You hear that even in the voice tone or the selection of music, and it just feel dark and painful, like the struggle," he says. King was in the city when he was assassinated, the reason he gave his I've Been to the Mountaintop speech at the city's Mason Temple - the connection between the city's iconic soul music and Memphis rap is obvious. To Yo Gotti, a Memphis rapper who refers to the sanitation workers' strike of 1968 on the cover of his album I Am - the strike is the reason Dr. And there are ghosts, too - an empty pyramid by the river, a crime scene at the Lorraine Hotel that's now a museum. When you are there, you can see the history of Memphis on plaques and honorary street names and restaurants like the Four-Way, which promotes itself as Martin Luther King Jr.'s favorite place to eat when he was in town. Microphone Check Starlito And Don Trip: Writers First, Rappers Second I remember my cousins and them pulling up in they box Chevys, listening to Comin' Out Hard."
"Eightball and MJG - they legends down here. You know how you run up behind you big cousin, and whatever they on, that's what you on, from the clothes to the music," says Young Dolph, a rapper who grew up in Memphis. "I used to always listen to everything my big cousin listened to. Like, 'I'm balling, not because of my size.' His flow and who he was - he was just like a fly fat dude." "I had a lot of big, fat-ass homies, you know what I'm saying? And I remember, like, how comfortable big dudes started feeling wanting to go out and hit the club more. Big" was still that song, and Eightball, the rounder half of the group, still an inspiration. Even after he got his driver's license, " Mr. Just, 'Woo!' You didn't want to get out the car," says Drumma Boy, a producer born and raised in Memphis, who was 11 when Comin' Out Hard dropped. "I remember popping it into my Oldsmobile - I had a '83 Cutlass Oldsmobile - and we just hit the block, hit the mall and we just went everywhere. I left it there, because I was in the city to talk to the men who put a drop-top Lexus coupe on the front and back covers of their first CD and to the people who kept it in their CD players for years. When I got into my rental car at the Memphis Airport, the bass on the stereo was at +9. Last year, right around the 20th anniversary of the first of those records, Comin' Out Hard, I went to the birthplace of both Stax and Sun Records to hear the story of Premro Smith and Marlon Jermaine Goodwin, better known as Eightball and MJG. A pair of young rapper-producers from Memphis straddled the tonal shift, and you can hear, on the two albums they released between the summer of '93 and the spring of '94, the unease of an industry flooded with money just as regional markets were wolfing down less commercial, grittier records. In 1993, the wild success of cinematic albums like The Chronic and Doggystyle had shown corporate America just how large the appetite for rap was, but the next wave of musicians had something more serious in mind. Two decades ago the essence of adolescence was leaving hip-hop.
#EIGHTBALL MJG COMIN OUT HARD ALBUM SERIAL#
From Serial Productions and The New York Times comes The Trojan Horse Affair: a mystery in eight parts.MJG (left) and Eightball in an early, undated photo. Together they team up to investigate: Who wrote the Trojan Horse letter? They quickly discover that it’s a question people in power do not want them asking. Because through all the official inquiries and heated speeches in Parliament, no one has ever bothered to answer a basic question: Who wrote the letter? And why? The night before Hamza is to start journalism school, he has a chance meeting in Birmingham with the reporter Brian Reed, the host of the hit podcast S-Town. To Hamza Syed, who is watching the scandal unfold in his city, the whole thing seemed … off. By the time it all dies down, the government has launched multiple investigations, beefed up the country’s counterterrorism policy, revamped schools and banned people from education for the rest of their lives. The story soon explodes in the news and kicks off a national panic.
#EIGHTBALL MJG COMIN OUT HARD ALBUM CODE#
The plot has a code name: Operation Trojan Horse. A strange letter appears on a city councillor’s desk in Birmingham, England, laying out an elaborate plot by Islamic extremists to infiltrate the city’s schools.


PROBLEM TO WORK ON —
Retype each record exactly; no pictures.

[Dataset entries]
▼
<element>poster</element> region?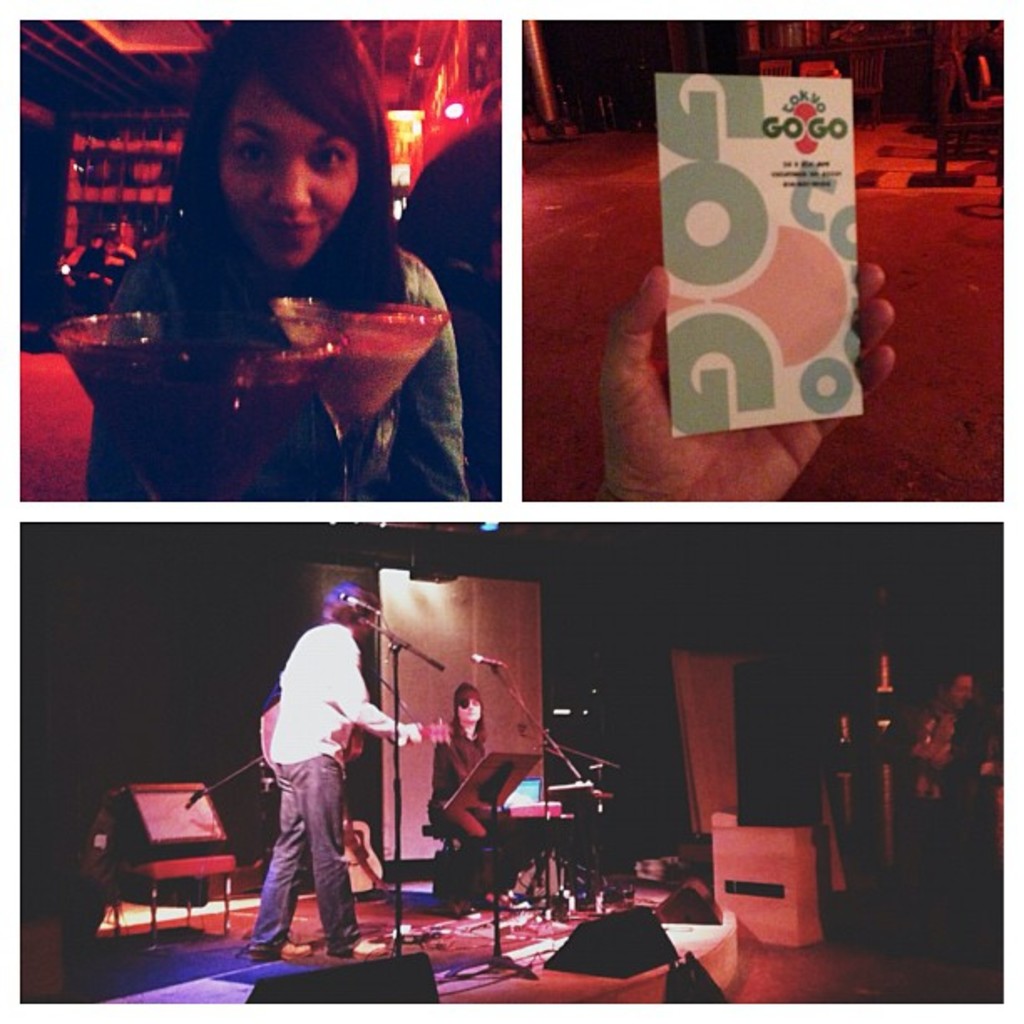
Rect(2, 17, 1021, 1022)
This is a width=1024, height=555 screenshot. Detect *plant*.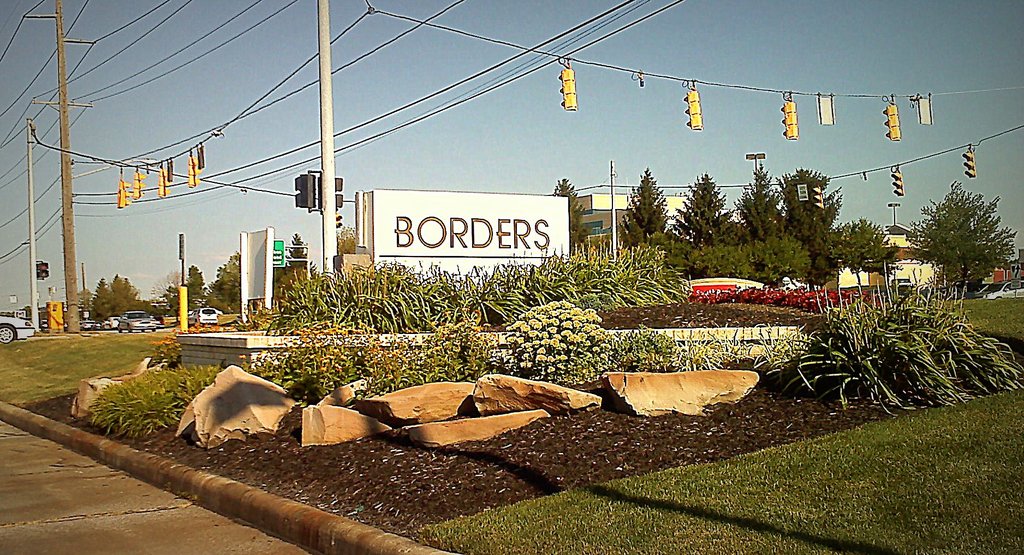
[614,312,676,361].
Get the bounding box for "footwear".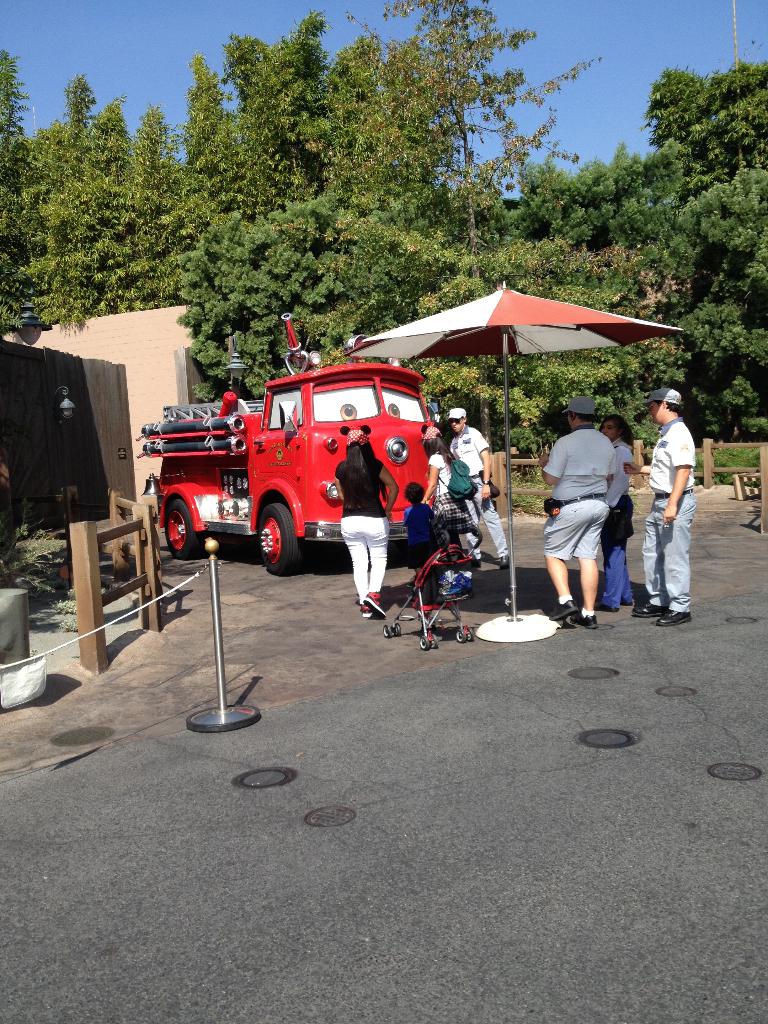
▲
RESPONSE TO THE TASK —
<element>poster</element> region?
Rect(2, 17, 1021, 1022)
This is a width=1024, height=555 screenshot. Detect *plant*.
[614,312,676,361].
Get the bounding box for "footwear".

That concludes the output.